Monday, September 03, 2007

OA Advocacy: a fun way to help out

Open Access has advanced to the point where advocacy need no longer focus just on philosophy, debate, and public policy, important as these continue to be!

There are already a very great many wonderful open access initiatives that deserve highlighting, celebration - and friendly critique for continued improvement, of course.

I try to highlight successes as much as I can, through my series The Dramatic Growth of Open Access, occasional blogposts and other messages such as my recent Open Access: Quick Stats, Fast Facts, my celebration of OA Librarian heroes, and most recently, my feature on PubMedCentral, and OA leadership at NIH / NLM, and the occasional formal review, such as the review of Stanford Encyclopedia of Philosophy for The Charleston Advisor, a highly regarded traditional journal with an interesting approach to combining an ongoing subscription basis while experimenting with OA.

There are now well over 800 open access repositories around the world, more than 2,800 fully open access journals, and many very fine OA initiatives and projects of many types, all over the world, and OA advocates and heroes around the world, too.

To express this another way: as we more rapidly towards an open access future, writing about OA will become no less than writing about the world's scholarship as a whole; the world's academic library, the public library of science (broadly conceived, including but not limited to PLoS as a publisher).

Or - as we move towards as OA future - writing about OA in all its aspects, resources and projects - becomes almost synonymous with writing about librarianship. I will continue to write about as much as I possibly can about The Dramatic Growth of Open Access, one of my favorite series. I will celebrate as many projects, initiatives, and resources as I possibly can. It is already, however, far too much for just one person. Help would be most welcome. If this is of interest and you'd like to chat, please send me an e-mail, at heatherm at eln dot bc dot ca. Or, if you know of a great OA initiative, resource, or hero - write away!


**Problem**
The text of every record, exactly as given and with no pictures, should be your output.

**Data**
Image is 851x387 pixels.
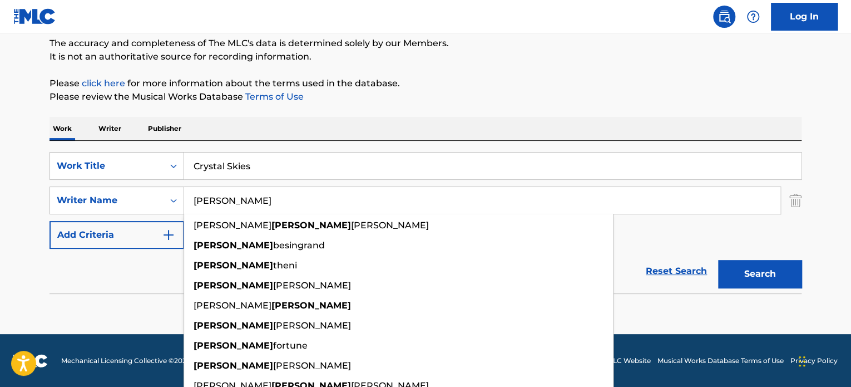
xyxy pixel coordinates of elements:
span: besingrand [273,240,325,250]
p: Publisher [145,117,185,140]
span: [PERSON_NAME] [351,220,429,230]
p: It is not an authoritative source for recording information. [50,50,802,63]
strong: [PERSON_NAME] [194,240,273,250]
p: Please review the Musical Works Database [50,90,802,104]
button: Search [718,260,802,288]
span: [PERSON_NAME] [273,320,351,331]
a: Public Search [713,6,736,28]
strong: [PERSON_NAME] [194,340,273,351]
strong: [PERSON_NAME] [194,260,273,270]
strong: [PERSON_NAME] [272,300,351,311]
a: Privacy Policy [791,356,838,366]
strong: [PERSON_NAME] [194,320,273,331]
div: Widget συνομιλίας [796,333,851,387]
form: Search Form [50,152,802,293]
iframe: Chat Widget [796,333,851,387]
img: Delete Criterion [790,186,802,214]
img: search [718,10,731,23]
p: Writer [95,117,125,140]
p: Work [50,117,75,140]
span: Mechanical Licensing Collective © 2025 [61,356,190,366]
span: theni [273,260,297,270]
p: The accuracy and completeness of The MLC's data is determined solely by our Members. [50,37,802,50]
img: help [747,10,760,23]
a: The MLC Website [593,356,651,366]
strong: [PERSON_NAME] [194,280,273,290]
span: [PERSON_NAME] [194,220,272,230]
strong: [PERSON_NAME] [194,360,273,371]
span: fortune [273,340,308,351]
button: Add Criteria [50,221,184,249]
span: [PERSON_NAME] [273,280,351,290]
div: Work Title [57,159,157,173]
div: Writer Name [57,194,157,207]
span: [PERSON_NAME] [273,360,351,371]
img: MLC Logo [13,8,56,24]
a: Musical Works Database Terms of Use [658,356,784,366]
div: Help [742,6,765,28]
p: Please for more information about the terms used in the database. [50,77,802,90]
div: Μεταφορά [799,344,806,378]
img: logo [13,354,48,367]
img: 9d2ae6d4665cec9f34b9.svg [162,228,175,242]
a: Log In [771,3,838,31]
span: [PERSON_NAME] [194,300,272,311]
a: click here [82,78,125,88]
a: Terms of Use [243,91,304,102]
strong: [PERSON_NAME] [272,220,351,230]
a: Reset Search [641,259,713,283]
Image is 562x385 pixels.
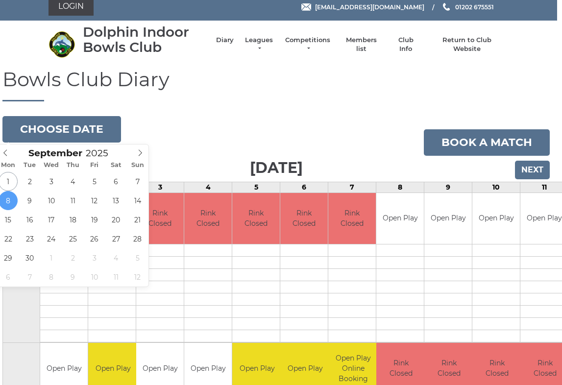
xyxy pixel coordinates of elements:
td: 3 [136,182,184,193]
a: Phone us 01202 675551 [441,2,494,12]
span: October 7, 2025 [20,267,39,287]
img: Phone us [443,3,450,11]
span: October 10, 2025 [85,267,104,287]
span: September 12, 2025 [85,191,104,210]
span: September 19, 2025 [85,210,104,229]
span: September 18, 2025 [63,210,82,229]
span: September 2, 2025 [20,172,39,191]
span: October 3, 2025 [85,248,104,267]
a: Competitions [284,36,331,53]
td: Open Play [376,193,424,244]
span: September 6, 2025 [106,172,125,191]
td: Open Play [472,193,520,244]
span: September 28, 2025 [128,229,147,248]
span: October 12, 2025 [128,267,147,287]
td: 8 [376,182,424,193]
input: Scroll to increment [82,147,121,159]
span: Sat [105,162,127,169]
td: Open Play [424,193,472,244]
span: September 14, 2025 [128,191,147,210]
a: Email [EMAIL_ADDRESS][DOMAIN_NAME] [301,2,424,12]
h1: Bowls Club Diary [2,69,550,101]
input: Next [515,161,550,179]
span: September 10, 2025 [42,191,61,210]
span: Fri [84,162,105,169]
span: Sun [127,162,148,169]
td: 6 [280,182,328,193]
span: September 7, 2025 [128,172,147,191]
span: September 5, 2025 [85,172,104,191]
td: Rink Closed [136,193,184,244]
span: Thu [62,162,84,169]
span: September 24, 2025 [42,229,61,248]
td: Rink Closed [280,193,328,244]
td: 4 [184,182,232,193]
span: September 9, 2025 [20,191,39,210]
span: October 8, 2025 [42,267,61,287]
span: September 30, 2025 [20,248,39,267]
span: September 17, 2025 [42,210,61,229]
span: September 27, 2025 [106,229,125,248]
span: October 11, 2025 [106,267,125,287]
a: Book a match [424,129,550,156]
span: September 21, 2025 [128,210,147,229]
span: September 11, 2025 [63,191,82,210]
button: Choose date [2,116,121,143]
span: September 26, 2025 [85,229,104,248]
a: Members list [341,36,382,53]
span: September 16, 2025 [20,210,39,229]
a: Leagues [243,36,274,53]
span: October 1, 2025 [42,248,61,267]
a: Club Info [391,36,420,53]
td: Rink Closed [232,193,280,244]
span: [EMAIL_ADDRESS][DOMAIN_NAME] [315,3,424,10]
a: Diary [216,36,234,45]
span: October 5, 2025 [128,248,147,267]
img: Dolphin Indoor Bowls Club [49,31,75,58]
span: September 23, 2025 [20,229,39,248]
span: October 2, 2025 [63,248,82,267]
span: Wed [41,162,62,169]
span: Scroll to increment [28,149,82,158]
span: September 4, 2025 [63,172,82,191]
a: Return to Club Website [430,36,504,53]
td: 9 [424,182,472,193]
span: 01202 675551 [455,3,494,10]
td: Rink Closed [184,193,232,244]
span: October 9, 2025 [63,267,82,287]
img: Email [301,3,311,11]
span: October 4, 2025 [106,248,125,267]
div: Dolphin Indoor Bowls Club [83,24,206,55]
td: 7 [328,182,376,193]
span: Tue [19,162,41,169]
td: 10 [472,182,520,193]
span: September 13, 2025 [106,191,125,210]
td: 5 [232,182,280,193]
span: September 3, 2025 [42,172,61,191]
span: September 20, 2025 [106,210,125,229]
span: September 25, 2025 [63,229,82,248]
td: Rink Closed [328,193,376,244]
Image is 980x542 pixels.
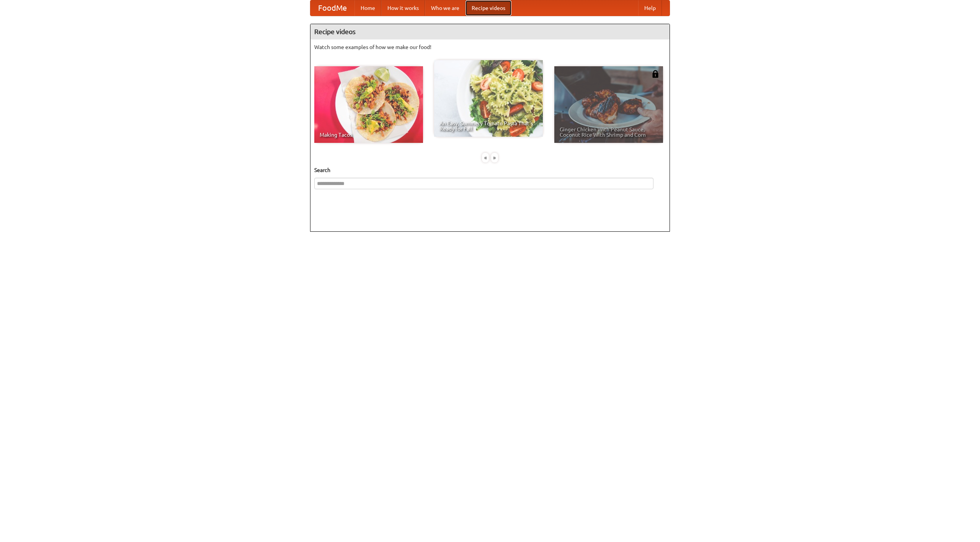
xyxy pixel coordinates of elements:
a: How it works [381,1,425,16]
span: An Easy, Summery Tomato Pasta That's Ready for Fall [439,121,537,131]
h5: Search [314,166,665,174]
a: Making Tacos [314,66,423,143]
span: Making Tacos [320,132,417,137]
div: « [482,152,489,162]
p: Watch some examples of how we make our food! [314,43,665,51]
a: Help [638,1,662,16]
a: Home [355,1,381,16]
a: FoodMe [310,1,355,16]
h4: Recipe videos [310,24,669,39]
img: 483408.png [651,70,659,78]
a: An Easy, Summery Tomato Pasta That's Ready for Fall [434,60,542,137]
div: » [491,152,498,162]
a: Who we are [425,1,465,16]
a: Recipe videos [465,1,512,16]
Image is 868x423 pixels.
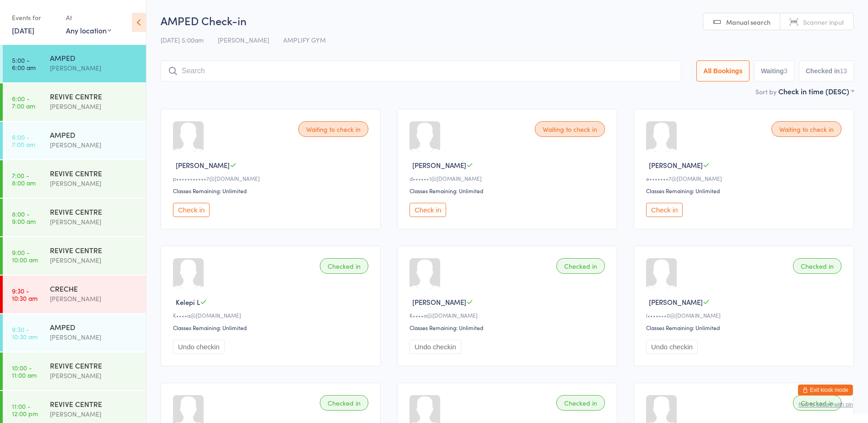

**Task response**
Image is 851x387 pixels.
xyxy pixel coordinates of elements:
span: besingrand [273,240,325,250]
p: Publisher [145,117,185,140]
span: [PERSON_NAME] [351,220,429,230]
p: It is not an authoritative source for recording information. [50,50,802,63]
strong: [PERSON_NAME] [194,240,273,250]
p: Please review the Musical Works Database [50,90,802,104]
button: Search [718,260,802,288]
span: [PERSON_NAME] [273,320,351,331]
a: Public Search [713,6,736,28]
strong: [PERSON_NAME] [194,340,273,351]
strong: [PERSON_NAME] [194,260,273,270]
strong: [PERSON_NAME] [272,300,351,311]
a: Privacy Policy [791,356,838,366]
strong: [PERSON_NAME] [194,320,273,331]
div: Widget συνομιλίας [796,333,851,387]
form: Search Form [50,152,802,293]
iframe: Chat Widget [796,333,851,387]
img: Delete Criterion [790,186,802,214]
img: search [718,10,731,23]
p: Writer [95,117,125,140]
p: Work [50,117,75,140]
span: Mechanical Licensing Collective © 2025 [61,356,190,366]
span: theni [273,260,297,270]
p: The accuracy and completeness of The MLC's data is determined solely by our Members. [50,37,802,50]
img: help [747,10,760,23]
a: The MLC Website [593,356,651,366]
strong: [PERSON_NAME] [194,280,273,290]
span: [PERSON_NAME] [194,220,272,230]
strong: [PERSON_NAME] [194,360,273,371]
span: fortune [273,340,308,351]
button: Add Criteria [50,221,184,249]
span: [PERSON_NAME] [273,280,351,290]
div: Work Title [57,159,157,173]
div: Writer Name [57,194,157,207]
span: [PERSON_NAME] [273,360,351,371]
img: MLC Logo [13,8,56,24]
a: Musical Works Database Terms of Use [658,356,784,366]
div: Help [742,6,765,28]
p: Please for more information about the terms used in the database. [50,77,802,90]
div: Μεταφορά [799,344,806,378]
img: logo [13,354,48,367]
img: 9d2ae6d4665cec9f34b9.svg [162,228,175,242]
a: Log In [771,3,838,31]
span: [PERSON_NAME] [194,300,272,311]
a: click here [82,78,125,88]
a: Terms of Use [243,91,304,102]
strong: [PERSON_NAME] [272,220,351,230]
a: Reset Search [641,259,713,283]
Image is 562x385 pixels.
xyxy pixel coordinates of elements:
td: 3 [136,182,184,193]
a: Phone us 01202 675551 [441,2,494,12]
span: October 7, 2025 [20,267,39,287]
img: Phone us [443,3,450,11]
span: October 10, 2025 [85,267,104,287]
span: September 12, 2025 [85,191,104,210]
span: September 19, 2025 [85,210,104,229]
span: September 18, 2025 [63,210,82,229]
span: September 2, 2025 [20,172,39,191]
span: October 3, 2025 [85,248,104,267]
a: Competitions [284,36,331,53]
td: Open Play [376,193,424,244]
span: September 6, 2025 [106,172,125,191]
td: Open Play [472,193,520,244]
span: September 28, 2025 [128,229,147,248]
span: October 12, 2025 [128,267,147,287]
td: 8 [376,182,424,193]
input: Scroll to increment [82,147,121,159]
span: Sat [105,162,127,169]
td: Open Play [424,193,472,244]
span: September 14, 2025 [128,191,147,210]
a: Email [EMAIL_ADDRESS][DOMAIN_NAME] [301,2,424,12]
h1: Bowls Club Diary [2,69,550,101]
input: Next [515,161,550,179]
span: September 10, 2025 [42,191,61,210]
span: Fri [84,162,105,169]
span: Sun [127,162,148,169]
td: 6 [280,182,328,193]
span: September 7, 2025 [128,172,147,191]
span: September 5, 2025 [85,172,104,191]
td: Rink Closed [136,193,184,244]
span: Thu [62,162,84,169]
span: September 24, 2025 [42,229,61,248]
td: Rink Closed [280,193,328,244]
td: 4 [184,182,232,193]
span: September 9, 2025 [20,191,39,210]
span: October 8, 2025 [42,267,61,287]
span: September 30, 2025 [20,248,39,267]
span: September 17, 2025 [42,210,61,229]
span: September 27, 2025 [106,229,125,248]
span: October 11, 2025 [106,267,125,287]
a: Book a match [424,129,550,156]
span: September 21, 2025 [128,210,147,229]
span: September 11, 2025 [63,191,82,210]
button: Choose date [2,116,121,143]
span: September 26, 2025 [85,229,104,248]
a: Members list [341,36,382,53]
span: September 16, 2025 [20,210,39,229]
a: Leagues [243,36,274,53]
span: October 1, 2025 [42,248,61,267]
a: Club Info [391,36,420,53]
td: Rink Closed [232,193,280,244]
span: [EMAIL_ADDRESS][DOMAIN_NAME] [315,3,424,10]
a: Diary [216,36,234,45]
span: October 5, 2025 [128,248,147,267]
img: Dolphin Indoor Bowls Club [49,31,75,58]
span: September 23, 2025 [20,229,39,248]
span: October 2, 2025 [63,248,82,267]
span: Wed [41,162,62,169]
span: Scroll to increment [28,149,82,158]
span: September 4, 2025 [63,172,82,191]
a: Return to Club Website [430,36,504,53]
td: 9 [424,182,472,193]
span: 01202 675551 [455,3,494,10]
td: Rink Closed [184,193,232,244]
span: October 9, 2025 [63,267,82,287]
img: Email [301,3,311,11]
span: October 4, 2025 [106,248,125,267]
div: Dolphin Indoor Bowls Club [83,24,206,55]
td: 7 [328,182,376,193]
span: Tue [19,162,41,169]
td: 10 [472,182,520,193]
span: September 13, 2025 [106,191,125,210]
td: 5 [232,182,280,193]
span: September 3, 2025 [42,172,61,191]
span: September 20, 2025 [106,210,125,229]
span: September 25, 2025 [63,229,82,248]
td: Rink Closed [328,193,376,244]
Image is 980x542 pixels.
xyxy pixel coordinates of elements:
a: How it works [381,1,425,16]
span: An Easy, Summery Tomato Pasta That's Ready for Fall [439,121,537,131]
h5: Search [314,166,665,174]
a: Making Tacos [314,66,423,143]
span: Making Tacos [320,132,417,137]
div: « [482,152,489,162]
p: Watch some examples of how we make our food! [314,43,665,51]
a: Help [638,1,662,16]
a: Home [355,1,381,16]
a: FoodMe [310,1,355,16]
h4: Recipe videos [310,24,669,39]
img: 483408.png [651,70,659,78]
a: An Easy, Summery Tomato Pasta That's Ready for Fall [434,60,542,137]
div: » [491,152,498,162]
a: Who we are [425,1,465,16]
a: Recipe videos [465,1,512,16]
Image is 868x423 pixels.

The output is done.